Suppose your differential equations are:
$$
\dot{x} = f_x(x,y,z)\\
\dot{y} = f_y(x,y,z)\\
\dot{z} = f_z(x,y,z),
$$
and you know $x$ and $y$ at (ordered) times $t_1, t_2, …$.
If $t_{i+1}-t_i$ is sufficiently small for some $i$ (preferably all of them), you have two ways to estimate the derivative of the first variable at $:
$$
\begin{alignat*}{1}
\dot{x}\left( \frac{t_i+t_{i+1}}{2}\right )
&\approx \frac{x(t_{i+1})-x(t_i)}{t_{i+1}-t_i} \\
\dot{x}\left( \frac{t_i+t_{i+1}}{2}\right )
&\approx f_x \left(
\frac{x(t_i)+x(t_{i+1})}{2},
\frac{y(t_i)+y(t_{i+1})}{2},
z\left( \frac{t_i+t_{i+1}}{2}\right )
\right).
\end{alignat*}
$$
If you equate the right-hand sides, the only unknown in this equation is $z\left( \frac{t_{i+1}+t_i}{2}\right )$, so all you have to do is to solve it for this term. You can then apply the same approach to $y$ to get a second estimate and refine your result.
(While I used the middle of the interval, you can apply the same approach to the beginning or end as well. This has less accuracy but may be more comfortable and even faster, as it saves one step in the following.)
Once you have this estimate for $z\left( \frac{t_{i+1}+t_i}{2}\right )$, you can integrate backwards and forwards to the known time points and refine your result. The best strategy here depends on the accuracy of your data and how your times $t_i$ are distributed. If $t_1$ is not your initial time, first obtain an accurate estimate of $z(t_1)$ and then integrate backwards to your initial time. This may not be much different from what you have been doing, but you should have a better initial guess.
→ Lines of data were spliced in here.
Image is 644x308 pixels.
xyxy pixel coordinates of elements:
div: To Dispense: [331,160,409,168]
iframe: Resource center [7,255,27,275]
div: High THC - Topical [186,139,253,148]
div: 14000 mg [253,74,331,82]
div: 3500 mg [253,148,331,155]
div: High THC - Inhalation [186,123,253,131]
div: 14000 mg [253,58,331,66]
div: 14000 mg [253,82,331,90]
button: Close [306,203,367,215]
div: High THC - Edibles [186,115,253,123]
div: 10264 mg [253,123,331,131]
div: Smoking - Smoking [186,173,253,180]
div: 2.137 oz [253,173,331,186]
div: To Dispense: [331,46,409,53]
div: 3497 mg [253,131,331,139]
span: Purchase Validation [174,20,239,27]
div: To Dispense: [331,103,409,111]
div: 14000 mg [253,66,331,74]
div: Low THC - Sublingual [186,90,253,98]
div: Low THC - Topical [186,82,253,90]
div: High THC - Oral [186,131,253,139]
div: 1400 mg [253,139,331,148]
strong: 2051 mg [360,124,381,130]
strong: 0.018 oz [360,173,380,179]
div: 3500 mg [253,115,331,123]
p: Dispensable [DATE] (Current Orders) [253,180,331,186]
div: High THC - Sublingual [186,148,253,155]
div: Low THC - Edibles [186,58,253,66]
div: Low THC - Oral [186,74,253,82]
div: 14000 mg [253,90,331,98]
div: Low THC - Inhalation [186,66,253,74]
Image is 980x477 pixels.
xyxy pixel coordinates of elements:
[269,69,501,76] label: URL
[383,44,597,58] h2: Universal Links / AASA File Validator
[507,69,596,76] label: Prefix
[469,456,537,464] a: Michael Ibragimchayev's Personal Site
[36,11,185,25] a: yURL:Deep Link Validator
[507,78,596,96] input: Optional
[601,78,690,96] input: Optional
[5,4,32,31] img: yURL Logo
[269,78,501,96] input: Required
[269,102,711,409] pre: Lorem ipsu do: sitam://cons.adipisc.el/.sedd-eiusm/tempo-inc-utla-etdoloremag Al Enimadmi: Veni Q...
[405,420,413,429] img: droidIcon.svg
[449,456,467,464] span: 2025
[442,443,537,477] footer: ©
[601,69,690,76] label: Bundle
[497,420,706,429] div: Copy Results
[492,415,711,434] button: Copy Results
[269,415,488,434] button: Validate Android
Be aware of the possibility that your backwards differential equation may be unstable (e.g., for strongly dissipative systems), in which case you may want to avoid backwards integrations as far as possible in the above (or only perform them for very short time steps), in which you are essentially back at your method. Also, if $t_1$ is much later than your initial time (with respect to instability time scales), you have the more fundamental problem that the solution to your problem is overly sensitive on measurement and numerical errors – every solution to your problem would also pose a method to backwards-integrate unstable differential equations.